Trinidad

I’m sitting in a fairly modern Chinese-built bus at the terminal in Trinidad, waiting to leave for Vinales. Vinales is a small town in Cuba’s western Pinar del Rio province in tobacco country. It’s known for its scenery with tall limestone hills called mogotes, which have been compared to the hills around Guilin, China.

As I sit on the bus and watch passengers checking in their baggage at a little room nearby, it all seems fairly orderly. There is a big difference from bus terminals anywhere else in the Third World – no hawkers selling snacks and refreshments. State control lives on, despite obvious cracks appearing in the socialist system.

Like, when I arrived I had to leave the bus yard crossing a long chain that marked the boundary line beyond which dozens of jineteros weren’t allowed to pass. Once I crossed the chain, I had to run the gauntlet of dozens of people aggressively offering rooms in private homes were trying to get me to take a taxi.

The house of Julio and Rosa Munoz was only a couple blocks away on the edge of the old town, so I knew I could easily walk it. Their house has been compared to a museum and was pictured in the September or October 1999 National Geographic. Built in colonial style, it has tall ceilings, about 4 m or 12 feet high, and is decorated with antique furniture.

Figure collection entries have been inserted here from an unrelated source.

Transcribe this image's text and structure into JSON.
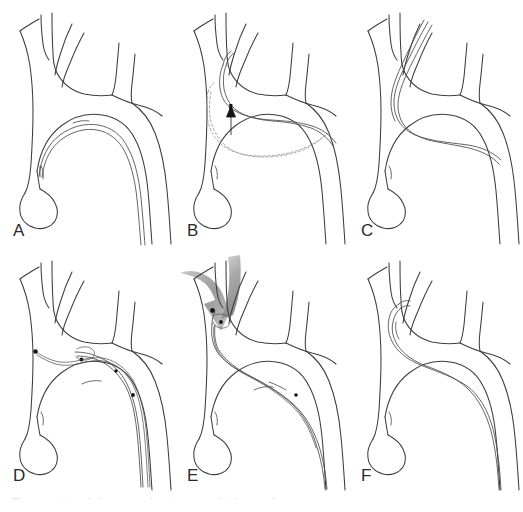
{
  "figure": {
    "panel_count": 6,
    "columns": 3,
    "rows": 2,
    "background_color": "#ffffff",
    "line_color": "#3c3c3c",
    "accent_gray": "#999999",
    "caption_partial": "Figure continues below — caption text cropped at image edge"
  },
  "panels": [
    {
      "id": "panel-a",
      "label": "A",
      "description": "Catheter advanced retrograde along the inner curvature of the aortic arch",
      "has_arrow": false,
      "has_ghost_path": false,
      "has_wire": false,
      "markers": 1
    },
    {
      "id": "panel-b",
      "label": "B",
      "description": "Catheter withdrawn and rotated; dashed outline shows the previous position, solid arrow shows direction of advancement",
      "has_arrow": true,
      "arrow_type": "solid-up",
      "has_ghost_path": true,
      "has_wire": false,
      "markers": 2
    },
    {
      "id": "panel-c",
      "label": "C",
      "description": "Catheter tip engaged and advanced into the left common carotid artery",
      "has_arrow": false,
      "has_ghost_path": false,
      "has_wire": false,
      "markers": 1
    },
    {
      "id": "panel-d",
      "label": "D",
      "description": "Guidewire advanced through the catheter across the arch with radiopaque markers visible",
      "has_arrow": false,
      "has_ghost_path": false,
      "has_wire": true,
      "markers": 4
    },
    {
      "id": "panel-e",
      "label": "E",
      "description": "Shaded arrow indicates downward force applied at the branch origin to seat the system",
      "has_arrow": true,
      "arrow_type": "shaded-curved-down",
      "has_ghost_path": false,
      "has_wire": true,
      "markers": 3
    },
    {
      "id": "panel-f",
      "label": "F",
      "description": "Final catheter position hooked within the innominate artery",
      "has_arrow": false,
      "has_ghost_path": false,
      "has_wire": false,
      "markers": 1
    }
  ]
}
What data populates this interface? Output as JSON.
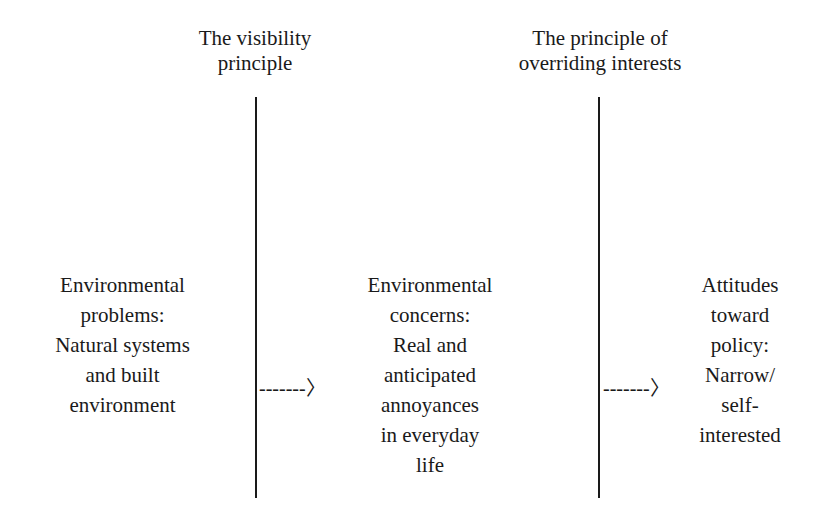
{
  "headers": {
    "visibility": [
      "The visibility",
      "principle"
    ],
    "overriding": [
      "The principle of",
      "overriding interests"
    ]
  },
  "boxes": {
    "problems": [
      "Environmental",
      "problems:",
      "Natural systems",
      "and built",
      "environment"
    ],
    "concerns": [
      "Environmental",
      "concerns:",
      "Real and",
      "anticipated",
      "annoyances",
      "in everyday",
      "life"
    ],
    "attitudes": [
      "Attitudes",
      "toward",
      "policy:",
      "Narrow/",
      "self-",
      "interested"
    ]
  },
  "arrows": {
    "first": "-------〉",
    "second": "-------〉"
  },
  "colors": {
    "ink": "#1a1a1a",
    "background": "#ffffff"
  }
}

Julio is an electronics engineer by profession, but he doesn’t work in the field. Nonetheless his education gave him a very good command of English. Now he runs a bed and breakfast and rehabilitates abused horses. He told me that with government restrictions loosening, he plans to open an equestrian centre. He also does freelance photography, but says it’s impossible to make a living with photography in Cuba. Despite all the family speaking good English, we mostly spoke Spanish as I said I wanted to practice.

Unfortunately, Julio and Rosa went away to Havana during much of the time I was there, so I never got to see his work with horses which I had been hoping to see. Nor did I have much chance to discuss with him photography in Cuba.

I did enjoy of few excellent meals, which included more shrimp and rice and vegetables than I could eat the night I arrived, and excellent breakfast of eggs fruit and real coffee with real milk from separate pots.

Trinidad itself is a colonial city with cobbled streets built with sugar fortunes in the 17th and 18th centuries. As a UNESCO heritage site, much effort has been put into preserving and restoring it. It’s not unlike Antigua in Guatemala and other colonial cities dominated by one-storey buildings with ceramic roofing. The restored part is a relatively small area. This unfortunately means there’s a high concentration of tourists and jineteros in a small area of streets radiating from the central plaza.

I found some of the streets outside the main area, with their crumbling colonial buildings, to be more genuine, and I had more genuine encounters with local people when I walked out in these areas.

I tried to do much of my walking around in the early morning and late afternoon when the light on the pastel buildings was a phenomenal and temperatures cooler. I often found an interesting scene to photograph and then waited to see who (and what) would pass through it.

On Monday, I had hoped to take a trip by an old 1919 steam train to Valle de los Ingenios, the historic area of sugar cultivation and processing. But for the past couple of months the train has been out of service, so I ended up taking a bus tour.

While it afforded an opportunity to see areas that I might not otherwise see, it’s the nature of these tours that they spend much time in places where they can get tourists to spend money (like a ceramics factory) and not enough time at places of interest. The lunch break (included) was long, but it gave me a chance to talk with a Korean high school history teacher and a Dutch couple with whom I shared a table. While waiting for lunch, an old man took us down to show very us tropical fruits growing on his farm including mangoes and avocados, which are out of season, and guavas, which we tasted fresh from the tree. Of course there were also bananas growing, and goats and chickens running around.

I felt a little strange eating chicken for lunch while several chickens pecked around at my feet oblivious to what I was eating.

Street in Trinidad.

Street soccer in a church square.

Trinidadians.

Street in Trinidad.

Dog’s eye view.

Pork for supper.

Street in Trinidad.

Street in Trinidad.

Boys hanging out.

Street in Trinidad.

Street game.

Ruined church at sunset.

Buildings on Trinidad’s main square.

 

Two men in Trinidad watching the world go by.

 

Sugar plantation in Valle do los Ingenios. The gate was put there by some French making a film and is hollow plywood.

Shy boy, Valle do los Ingenios

Street in Trinidad.

Street band, Trinidad.

About Richard McGuire
Richard McGuire is a part-time photographer and photography enthusiast based on Ottawa, Canada.